A way to find out the value is described here:
How to read maxAllowedContentLength
I am trying to upload a file in ASP.net MVC and want to give a user a message that "You have exceeded maximum file size" if user exceeds the maximum file size but when I try to upload a large file it gives me Httpstatus code as 200 when i checked IIS logs there are 2 request logged in IIS one is HttpStatusCode 302 and another as 200.I am not doing any kind of redirect but IIS logs are giving me 302.How can I generate 404.13 error for these kind of request and how can I track this error so that I can give a meaningful message.
Using the HTML5 File API,
var size = document.getElementById('myFile').files[0].size;
Try this plugin Blueimp jquery file upload
u can see the plugin configuration here.it has an option of setting the max file size so that u can alert the user before a server round-trip.

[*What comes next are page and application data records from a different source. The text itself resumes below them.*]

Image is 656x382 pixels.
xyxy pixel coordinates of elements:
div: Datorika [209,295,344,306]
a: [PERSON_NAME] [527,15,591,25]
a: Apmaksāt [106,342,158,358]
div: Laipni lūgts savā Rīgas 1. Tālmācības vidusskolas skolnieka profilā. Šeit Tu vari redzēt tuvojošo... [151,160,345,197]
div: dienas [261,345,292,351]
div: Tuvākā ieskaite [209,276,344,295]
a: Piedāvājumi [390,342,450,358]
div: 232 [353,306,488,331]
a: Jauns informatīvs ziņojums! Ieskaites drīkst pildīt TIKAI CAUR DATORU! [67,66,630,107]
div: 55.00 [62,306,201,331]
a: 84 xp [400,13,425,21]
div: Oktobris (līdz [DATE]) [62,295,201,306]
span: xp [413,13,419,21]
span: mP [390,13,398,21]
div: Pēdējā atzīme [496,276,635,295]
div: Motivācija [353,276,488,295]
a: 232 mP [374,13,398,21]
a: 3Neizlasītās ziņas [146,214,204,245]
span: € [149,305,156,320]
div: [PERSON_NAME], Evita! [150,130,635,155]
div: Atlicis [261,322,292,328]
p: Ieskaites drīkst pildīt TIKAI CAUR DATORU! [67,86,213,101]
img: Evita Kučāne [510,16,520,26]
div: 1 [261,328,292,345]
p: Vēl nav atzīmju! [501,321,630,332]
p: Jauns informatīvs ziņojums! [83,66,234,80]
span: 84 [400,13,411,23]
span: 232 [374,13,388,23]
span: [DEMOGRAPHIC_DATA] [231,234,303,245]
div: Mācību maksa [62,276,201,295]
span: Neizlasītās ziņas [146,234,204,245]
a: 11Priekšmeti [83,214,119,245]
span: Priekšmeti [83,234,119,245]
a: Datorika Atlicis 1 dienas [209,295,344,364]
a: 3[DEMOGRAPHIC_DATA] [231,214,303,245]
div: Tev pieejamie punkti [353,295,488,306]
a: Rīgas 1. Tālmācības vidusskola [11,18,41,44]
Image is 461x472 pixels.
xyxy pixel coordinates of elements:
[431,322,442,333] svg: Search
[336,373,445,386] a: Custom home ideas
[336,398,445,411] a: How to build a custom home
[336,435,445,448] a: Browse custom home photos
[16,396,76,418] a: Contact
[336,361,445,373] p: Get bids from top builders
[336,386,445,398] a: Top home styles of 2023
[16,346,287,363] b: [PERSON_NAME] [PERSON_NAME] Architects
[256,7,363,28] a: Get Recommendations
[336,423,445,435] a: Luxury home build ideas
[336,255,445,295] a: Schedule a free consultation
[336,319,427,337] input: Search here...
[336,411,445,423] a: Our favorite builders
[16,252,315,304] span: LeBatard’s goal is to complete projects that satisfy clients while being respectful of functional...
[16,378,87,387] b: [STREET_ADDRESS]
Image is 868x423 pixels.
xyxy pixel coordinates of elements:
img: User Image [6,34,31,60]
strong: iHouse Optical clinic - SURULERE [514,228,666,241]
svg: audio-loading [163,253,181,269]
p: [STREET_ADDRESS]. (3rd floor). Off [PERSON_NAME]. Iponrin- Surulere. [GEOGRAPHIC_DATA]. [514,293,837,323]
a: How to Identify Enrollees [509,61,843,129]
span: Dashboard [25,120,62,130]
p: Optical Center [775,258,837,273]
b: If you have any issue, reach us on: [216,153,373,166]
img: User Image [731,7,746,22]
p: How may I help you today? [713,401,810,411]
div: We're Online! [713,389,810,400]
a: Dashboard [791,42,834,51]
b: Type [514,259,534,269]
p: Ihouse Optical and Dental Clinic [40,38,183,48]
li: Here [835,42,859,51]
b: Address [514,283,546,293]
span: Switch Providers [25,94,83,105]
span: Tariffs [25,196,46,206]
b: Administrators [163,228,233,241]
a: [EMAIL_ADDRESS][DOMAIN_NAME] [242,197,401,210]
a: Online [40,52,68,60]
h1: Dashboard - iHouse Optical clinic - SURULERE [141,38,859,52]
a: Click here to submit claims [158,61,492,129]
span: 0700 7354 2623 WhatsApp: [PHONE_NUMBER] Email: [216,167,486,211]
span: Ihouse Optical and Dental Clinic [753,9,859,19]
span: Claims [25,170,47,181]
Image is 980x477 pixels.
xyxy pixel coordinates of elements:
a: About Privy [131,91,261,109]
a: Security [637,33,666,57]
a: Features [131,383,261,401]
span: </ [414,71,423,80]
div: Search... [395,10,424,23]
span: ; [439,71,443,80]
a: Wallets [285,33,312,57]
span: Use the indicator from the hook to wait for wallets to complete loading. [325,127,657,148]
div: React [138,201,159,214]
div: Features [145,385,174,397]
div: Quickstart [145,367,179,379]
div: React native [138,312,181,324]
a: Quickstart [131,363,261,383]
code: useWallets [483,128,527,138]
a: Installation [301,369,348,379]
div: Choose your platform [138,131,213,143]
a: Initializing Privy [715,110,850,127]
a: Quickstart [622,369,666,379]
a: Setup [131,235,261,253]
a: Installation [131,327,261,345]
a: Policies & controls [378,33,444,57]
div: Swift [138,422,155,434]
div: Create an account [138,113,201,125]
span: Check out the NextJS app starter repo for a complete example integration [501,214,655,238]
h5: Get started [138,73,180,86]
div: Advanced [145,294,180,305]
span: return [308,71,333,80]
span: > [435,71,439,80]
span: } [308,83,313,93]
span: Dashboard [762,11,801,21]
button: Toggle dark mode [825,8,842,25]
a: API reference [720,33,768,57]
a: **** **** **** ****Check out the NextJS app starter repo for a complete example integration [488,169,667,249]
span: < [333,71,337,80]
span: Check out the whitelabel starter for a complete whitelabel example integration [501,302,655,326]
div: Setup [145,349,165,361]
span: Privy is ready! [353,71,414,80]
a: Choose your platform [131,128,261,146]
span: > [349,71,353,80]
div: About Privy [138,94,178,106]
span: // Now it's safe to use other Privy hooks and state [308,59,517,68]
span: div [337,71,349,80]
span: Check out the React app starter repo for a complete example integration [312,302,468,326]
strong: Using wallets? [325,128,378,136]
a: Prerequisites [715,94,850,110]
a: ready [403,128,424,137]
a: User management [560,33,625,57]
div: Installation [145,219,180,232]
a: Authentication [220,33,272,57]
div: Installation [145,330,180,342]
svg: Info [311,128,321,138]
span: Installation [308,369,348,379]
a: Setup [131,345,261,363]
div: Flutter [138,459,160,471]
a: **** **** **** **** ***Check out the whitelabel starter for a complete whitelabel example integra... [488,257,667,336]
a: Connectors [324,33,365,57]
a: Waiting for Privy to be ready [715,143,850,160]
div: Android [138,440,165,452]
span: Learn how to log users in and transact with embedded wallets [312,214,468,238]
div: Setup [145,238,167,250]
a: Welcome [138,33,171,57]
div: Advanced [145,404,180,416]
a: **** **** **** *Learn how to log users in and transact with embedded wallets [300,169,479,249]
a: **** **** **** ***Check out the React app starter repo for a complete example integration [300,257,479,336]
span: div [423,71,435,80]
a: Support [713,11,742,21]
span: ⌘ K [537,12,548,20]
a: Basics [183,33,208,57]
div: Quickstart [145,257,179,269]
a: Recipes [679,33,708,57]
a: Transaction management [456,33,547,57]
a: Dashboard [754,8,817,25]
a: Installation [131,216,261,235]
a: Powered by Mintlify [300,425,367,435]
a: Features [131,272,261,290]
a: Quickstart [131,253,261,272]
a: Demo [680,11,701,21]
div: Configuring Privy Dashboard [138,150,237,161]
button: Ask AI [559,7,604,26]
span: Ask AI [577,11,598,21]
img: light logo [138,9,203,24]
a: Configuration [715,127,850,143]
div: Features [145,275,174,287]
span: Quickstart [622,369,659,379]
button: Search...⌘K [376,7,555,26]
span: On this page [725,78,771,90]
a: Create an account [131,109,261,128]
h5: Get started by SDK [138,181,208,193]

I came across an issue today when adding an upload data modification to a ASP.NET 3.5 C# Web App. The user needs to upload a spreadsheet with a .xls extension containing large amounts of data. That spreadsheet will be converted to a datatable and then inserted into SQL Via a SqlBulkInsert method. The problem I am having is the sheet I am currently working with has 16 columns and can only contain 24889 rows before I receive this message from the server via Fiddler, 'ReadResponse() failed: The server did not return a response for this request.' I've searched and not found much info on this related to my issue. Any help would be appreciated.
Try giving some values for maxRequestLength like below
<system.web>
<!-- ... -->
<httpRuntime maxRequestLength="204800"/>
<!-- ... -->
</system.web>
By default you can upload a file upto 4MB.
The size of your excel must be excedding the limit.
What you can do is set the setting in Web Configuration file
What this will do is increase the request size that server can respond to.
You need to look into server logs to figure out what cases it (or simply debug the server portion if you can). You also should see if it cased by simply size of the file or data in the file (if you do any processing).
Possible reasons:
you code gets the data, but fails in some way likely tearing down whole process
ASP.Net blocks request due to size (see Pankaj Garg answer).